The pathology services across North West Anglia NHS Foundation Trust have been fully integrated thanks to the deployment of a new digital pathology system that will support faster results.

A £6.5 million investment from NHS England, via the diagnostics digital capability fund, has seen the pathology labs at both Peterborough City Hospital and Hinchingbrooke Hospital upgraded to the WinPath Enterprise Laboratory Information Management (LIM) system from CliniSys.

The system went live at North West Anglia in October, after an 18-month-long project designed to help reduce reliance upon paper and to deliver faster results, regardless of where blood samples are taken or tested.

The way tests for patients are managed will also be harmonised across the trust, which will both improve patient safety and boost efficiency in the flow of patient results.

It replaces two incumbent LIMS – WinPath v5 at Hitchingbrooke Hospital and Telepath at Peterborough City Hospital.

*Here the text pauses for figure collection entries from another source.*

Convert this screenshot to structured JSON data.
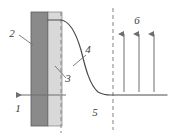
{
  "figure": {
    "type": "technical-schematic",
    "title": "",
    "width": 169,
    "height": 136,
    "background_color": "#ffffff"
  },
  "colors": {
    "dark_layer": "#8a8a8a",
    "light_layer": "#d9d9d9",
    "layer_outline": "#5a5a5a",
    "curve": "#4a4a4a",
    "dashed_line": "#8e8e8e",
    "arrow": "#6e6e6e",
    "label_text": "#3a3a3a"
  },
  "layers": {
    "dark": {
      "x": 31,
      "y": 12,
      "width": 17,
      "height": 114,
      "fill": "#8a8a8a"
    },
    "light": {
      "x": 48,
      "y": 12,
      "width": 14,
      "height": 114,
      "fill": "#d9d9d9"
    }
  },
  "dashed_lines": [
    {
      "name": "interface-dashed-line",
      "x": 61,
      "y_top": 12,
      "y_bottom": 133
    },
    {
      "name": "right-dashed-line",
      "x": 113,
      "y_top": 8,
      "y_bottom": 130
    }
  ],
  "curve": {
    "name": "concentration-profile-curve",
    "start": {
      "x": 48,
      "y": 20
    },
    "plateau_y": 95,
    "end_x": 167,
    "shape": "exponential-decay"
  },
  "flow_arrow": {
    "name": "inflow-arrow",
    "direction": "left",
    "y": 95,
    "tail_x": 66,
    "head_x": 14
  },
  "up_arrows": {
    "count": 3,
    "direction": "up",
    "xs": [
      124,
      139,
      154
    ],
    "tail_y": 92,
    "head_y": 32
  },
  "labels": [
    {
      "id": "label-1",
      "text": "1",
      "x": 18,
      "y": 112,
      "leader": null
    },
    {
      "id": "label-2",
      "text": "2",
      "x": 12,
      "y": 37,
      "leader": {
        "x1": 19,
        "y1": 35,
        "x2": 33,
        "y2": 45
      }
    },
    {
      "id": "label-3",
      "text": "3",
      "x": 68,
      "y": 82,
      "leader": {
        "x1": 66,
        "y1": 78,
        "x2": 55,
        "y2": 66
      }
    },
    {
      "id": "label-4",
      "text": "4",
      "x": 88,
      "y": 53,
      "leader": {
        "x1": 86,
        "y1": 55,
        "x2": 73,
        "y2": 66
      }
    },
    {
      "id": "label-5",
      "text": "5",
      "x": 95,
      "y": 116,
      "leader": null
    },
    {
      "id": "label-6",
      "text": "6",
      "x": 137,
      "y": 24,
      "leader": null
    }
  ]
}
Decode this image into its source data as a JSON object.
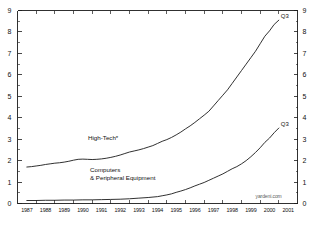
{
  "chart_data": {
    "type": "line",
    "title": "",
    "subtitle": "",
    "xlabel": "",
    "ylabel": "",
    "xlim": [
      1986.5,
      2001.5
    ],
    "ylim": [
      0,
      9
    ],
    "grid": false,
    "legend_position": "inline-annotations",
    "y_ticks": [
      "0",
      "1",
      "2",
      "3",
      "4",
      "5",
      "6",
      "7",
      "8",
      "9"
    ],
    "y_ticks_right": [
      "0",
      "1",
      "2",
      "3",
      "4",
      "5",
      "6",
      "7",
      "8",
      "9"
    ],
    "x_tick_labels": [
      "1987",
      "1988",
      "1989",
      "1990",
      "1991",
      "1992",
      "1993",
      "1994",
      "1995",
      "1996",
      "1997",
      "1998",
      "1999",
      "2000",
      "2001"
    ],
    "series": [
      {
        "name": "High-Tech*",
        "label_text": "High-Tech*",
        "end_label": "Q3",
        "color": "#1a1a1a",
        "x": [
          1987.0,
          1987.25,
          1987.5,
          1987.75,
          1988.0,
          1988.25,
          1988.5,
          1988.75,
          1989.0,
          1989.25,
          1989.5,
          1989.75,
          1990.0,
          1990.25,
          1990.5,
          1990.75,
          1991.0,
          1991.25,
          1991.5,
          1991.75,
          1992.0,
          1992.25,
          1992.5,
          1992.75,
          1993.0,
          1993.25,
          1993.5,
          1993.75,
          1994.0,
          1994.25,
          1994.5,
          1994.75,
          1995.0,
          1995.25,
          1995.5,
          1995.75,
          1996.0,
          1996.25,
          1996.5,
          1996.75,
          1997.0,
          1997.25,
          1997.5,
          1997.75,
          1998.0,
          1998.25,
          1998.5,
          1998.75,
          1999.0,
          1999.25,
          1999.5,
          1999.75,
          2000.0,
          2000.25,
          2000.5
        ],
        "values": [
          1.7,
          1.72,
          1.75,
          1.78,
          1.82,
          1.85,
          1.88,
          1.9,
          1.93,
          1.97,
          2.02,
          2.06,
          2.07,
          2.06,
          2.05,
          2.06,
          2.08,
          2.11,
          2.15,
          2.2,
          2.26,
          2.33,
          2.4,
          2.45,
          2.5,
          2.56,
          2.63,
          2.7,
          2.8,
          2.9,
          2.98,
          3.08,
          3.2,
          3.33,
          3.48,
          3.62,
          3.78,
          3.95,
          4.12,
          4.3,
          4.55,
          4.8,
          5.05,
          5.3,
          5.6,
          5.9,
          6.2,
          6.5,
          6.8,
          7.1,
          7.45,
          7.8,
          8.05,
          8.35,
          8.55
        ]
      },
      {
        "name": "Computers & Peripheral Equipment",
        "label_text": "Computers\n& Peripheral Equipment",
        "label_line1": "Computers",
        "label_line2": "& Peripheral Equipment",
        "end_label": "Q3",
        "color": "#1a1a1a",
        "x": [
          1987.0,
          1987.5,
          1988.0,
          1988.5,
          1989.0,
          1989.5,
          1990.0,
          1990.5,
          1991.0,
          1991.5,
          1992.0,
          1992.5,
          1993.0,
          1993.5,
          1994.0,
          1994.25,
          1994.5,
          1994.75,
          1995.0,
          1995.25,
          1995.5,
          1995.75,
          1996.0,
          1996.25,
          1996.5,
          1996.75,
          1997.0,
          1997.25,
          1997.5,
          1997.75,
          1998.0,
          1998.25,
          1998.5,
          1998.75,
          1999.0,
          1999.25,
          1999.5,
          1999.75,
          2000.0,
          2000.25,
          2000.5
        ],
        "values": [
          0.14,
          0.14,
          0.15,
          0.15,
          0.16,
          0.16,
          0.17,
          0.17,
          0.18,
          0.19,
          0.2,
          0.22,
          0.25,
          0.28,
          0.32,
          0.36,
          0.4,
          0.45,
          0.52,
          0.58,
          0.65,
          0.73,
          0.82,
          0.9,
          0.98,
          1.08,
          1.18,
          1.28,
          1.38,
          1.5,
          1.62,
          1.72,
          1.85,
          2.0,
          2.18,
          2.38,
          2.6,
          2.85,
          3.05,
          3.3,
          3.52
        ]
      }
    ],
    "annotations": [
      {
        "name": "hightech-q3",
        "text": "Q3",
        "x": 2000.5,
        "y": 8.55
      },
      {
        "name": "computers-q3",
        "text": "Q3",
        "x": 2000.5,
        "y": 3.52
      }
    ]
  },
  "watermark": {
    "text": "yardeni.com"
  }
}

Using the new system the trust will be able to process 2.7 million results per quarter – averaging 900,000 a month.

Geraldine Wingfield-Hill, chief digital information officer at North West Anglia NHS Foundation Trust, said: “The first few weeks since implementation have gone well thanks to some excellent collaboration between hospital colleagues and GPs in our local communities. We now look forward to further developing our digital Pathology Service to roll out more processes that can enhance the quality of results reporting.”

The deployment will help to future-proof pathology developments at the trust. It will help progression of the Unified Test List and future introduction of Fast Healthcare Interoperability Resources.

In addition, following the rollout of the new LIMS, the trust is now planning further digital improvement projects, including bedside label printing for pathology specimens and pass-through numbering within the laboratories.

Back in 2021, the histopathology department at Peterborough City Hospital became the first laboratory in the UK to win the Philips Fully Digital Award, after the lab took the opportunity to kit itself out with new state-of-the-art pathology equipment during covid.